Pastor George also told of a dance performed for countless generations by his people after a funeral. One dancer has a black cockatoo feather, the other a white one. The black-feathered one also has a rainbow-coloured mock serpent attached to his heel. At the end, someone hits the serpent on the head with a stick and the serpent breaks away from the heel, at which the dancer leaps for joy. This is amazingly reminiscent of Genesis 3:15, where the ‘seed of the woman’ (the virgin-born Christ) bruises the head of the serpent (Satan). This passage has long been seen as the ‘protogospel’, prophesying Christ’s future victory over Satan and sin at the Cross, thus setting believers free.

George Rosendale says that the dance is ‘a foreshadowing of that freedom we see in John’s Gospel, where it says, “If the Son shall set you free, you shall be free indeed”. Years ago I used to call it a death ceremony, but after a while, thinking about it some more, I now call it more of a freedom ceremony.’

Discussing racism made him very sad. ‘It’s so wrong. We all come from the same thing,3 the same ancestry,’ he said. Pastor Rosendale is also aware that racism is not confined to ‘whites against blacks’, and opposes it on biblical grounds no matter where it comes from. He said that there were sometimes racial tensions between groups of Aboriginal people who live at Hope Vale, but are from different ethnic backgrounds and geographical locations.

The answer, he believes, is for people’s lives to become transformed through Christ, through believing the glorious message of the Bible.

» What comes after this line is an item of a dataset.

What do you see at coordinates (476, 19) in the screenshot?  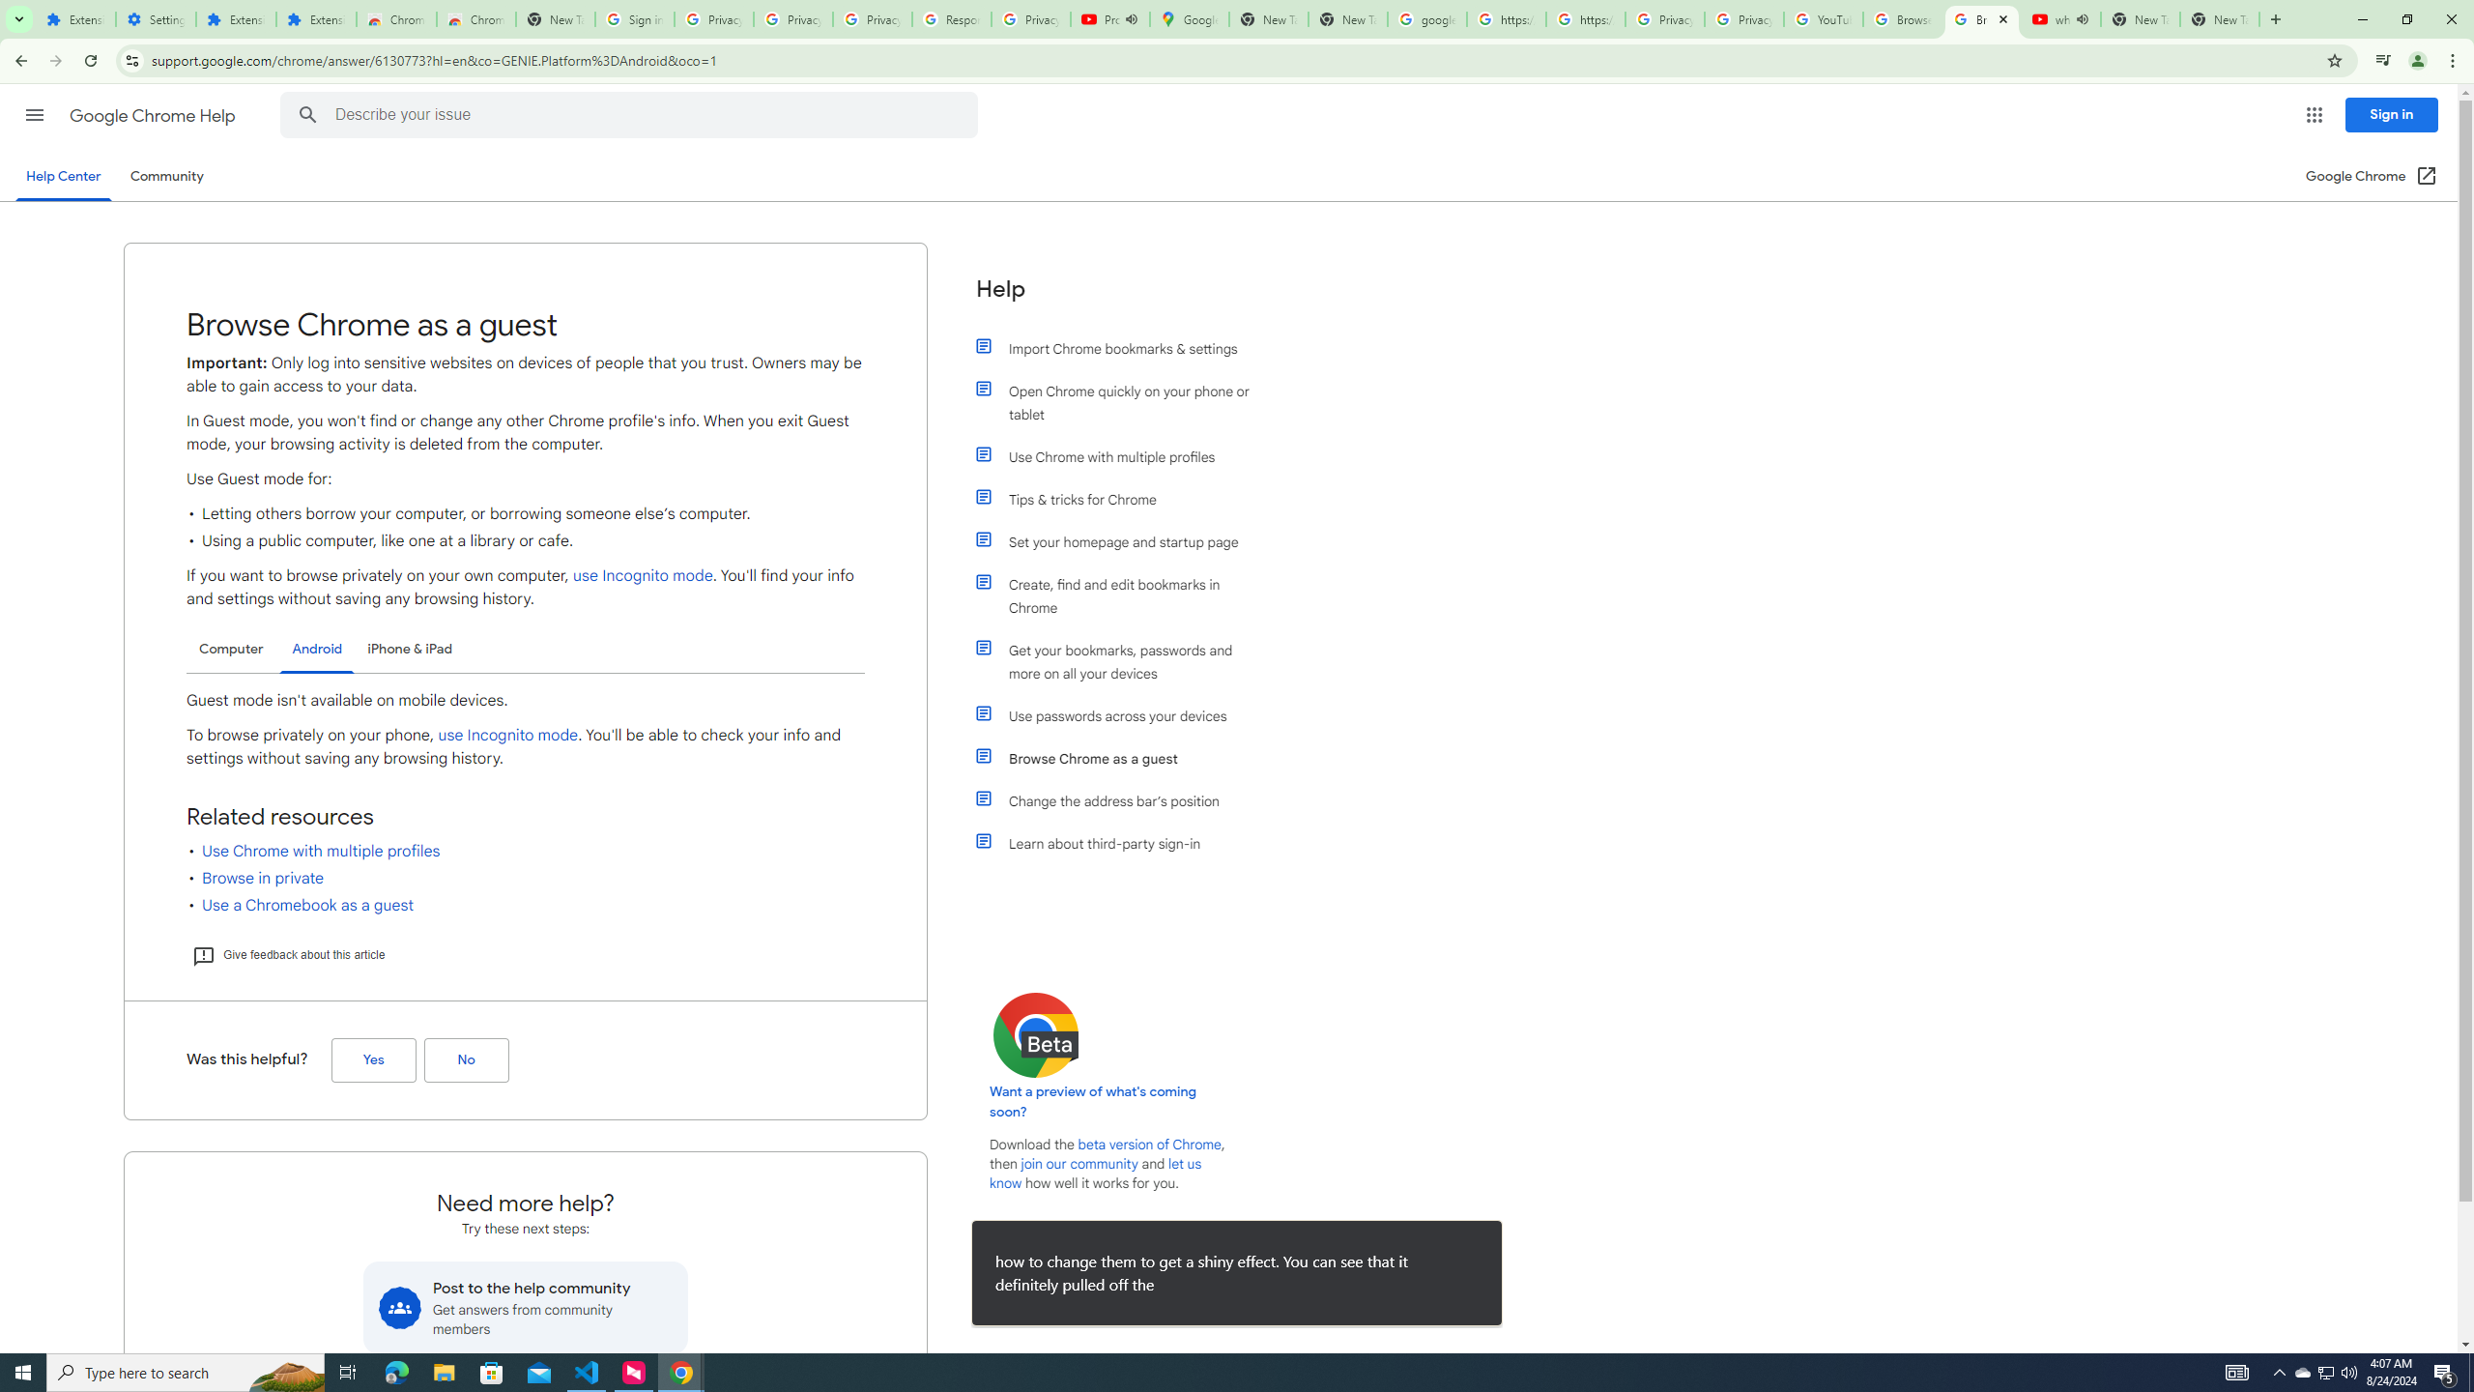 I see `Chrome Web Store - Themes` at bounding box center [476, 19].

The answer, he believes, is for people’s lives to become transformed through Christ, through believing the glorious message of the Bible. Having worked as a pastor for 30 years, and as an evangelist for 10 years prior to that, he has seen such transformation repeatedly take the place of hopelessness and despair in a traumatized and scarred people.

Pastor Rosendale’s comments brought the depth of this trauma into sharper focus. ‘There was so much genocide in this area,’ he said. ‘Out west, where the people fought against the troopers, they call the place Battle Camp. My mother’s people, men, women and children, were slaughtered and all but wiped out. They shot them out when she was eight, but she and her grandmother were able to escape. Then later on they caught Mum and sent her away. She thought that her entire family had been killed like other families, but later she found that they had not shot her really young siblings, but sent them away. Her baby sister was fostered by a white couple. I came across her, my aunty, nine years ago for the first time. It was a great reunion for us, but my mother never met her, and died wondering what happened to her.’

Other times, said Pastor George, entire families and tribes in the region were completely wiped out. ‘Mother often told us these things and they were painful stories to tell. But she would always say afterwards, “But children, I have found love and forgiveness in Christ, and I want you children to treat everyone the same, to love and to readily forgive. It was the greatest sermon I’ve ever heard in my lifetime.”

References and notes

  1. Darwin’s Bodysnatchers, Creation 12(3):21, 1990; Wieland, C., Darwin’s Bodysnatchers, Creation 14(2)16–18, 1992; Wieland, C., Evolutionary racism, Creation 20(4):14–16, 1998. Return to text.
  2. This is not to deny that there have been many cases in which, just as with white people, children were removed for their welfare. However, the policy in question has been overwhelmingly documented as systematic, and motivated by a strong belief in the intrinsic superiority of one ‘race’ over another. Return to text.
  3. Acts 17:26; Ham, K., Wieland, C., and Batten D., One Blood, Master Books, AZ, USA, 1999. Return to text.